Naomi Pena told the Del Norte County Board of Supervisors that a crucial element is missing from the basis of design for the Crescent City wastewater treatment plant: the cost of increasing capacity to serve projected population growth.
"There’s a critical piece of information missing before a decision is made to invest $50 or $80 million in the existing plant," Pena said during public comment. She said the Jacobs Engineering basis of design assumes Crescent City’s population will not grow over the 20‑year planning period and therefore excludes capacity‑increase costs.

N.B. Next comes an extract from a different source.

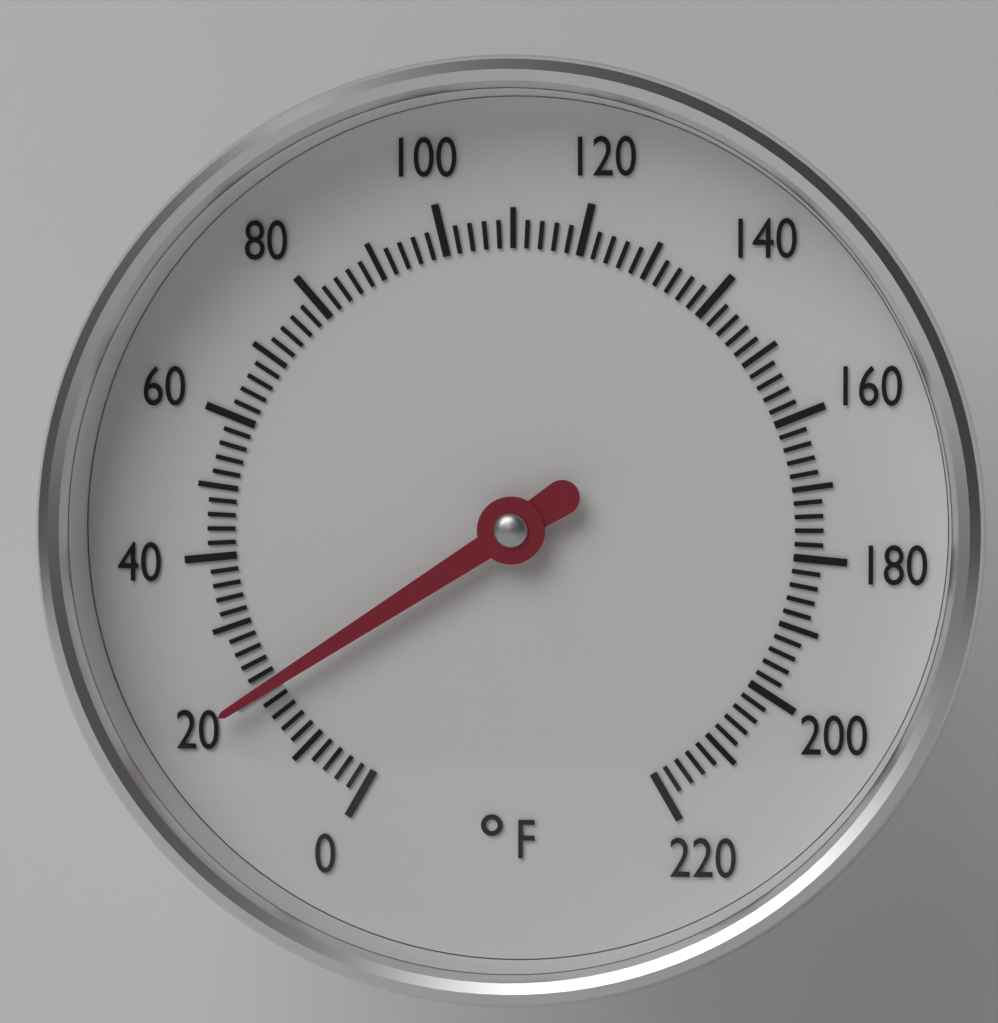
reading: 20 °F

Pena urged the board to request a revision to the basis of design that includes population projections for Crescent City and the entire sewer district, visitor‑season loads, and the cost of a suitable capacity increase. Without that, she said, the total cost of planning and construction could be much higher than presented and might make building a new plant outside the tsunami zone a better option.
Board members did not take formal action on the wastewater planning document at the meeting; Pena framed her comments as a request for the public and board to know the full fiscal implications before major investments are approved.
Why it matters: Wastewater infrastructure is capital‑intensive and long‑lived; planning assumptions about population and capacity directly affect whether to repair, expand or replace a treatment plant and where to site it. Omitting realistic growth and capacity costs can lead to underbudgeting and later cost overruns.
What’s next: Pena asked that a revised basis of design be requested from Jacobs Engineering to include realistic population projections and capacity‑increase costs so the public and decision‑makers can evaluate total project costs.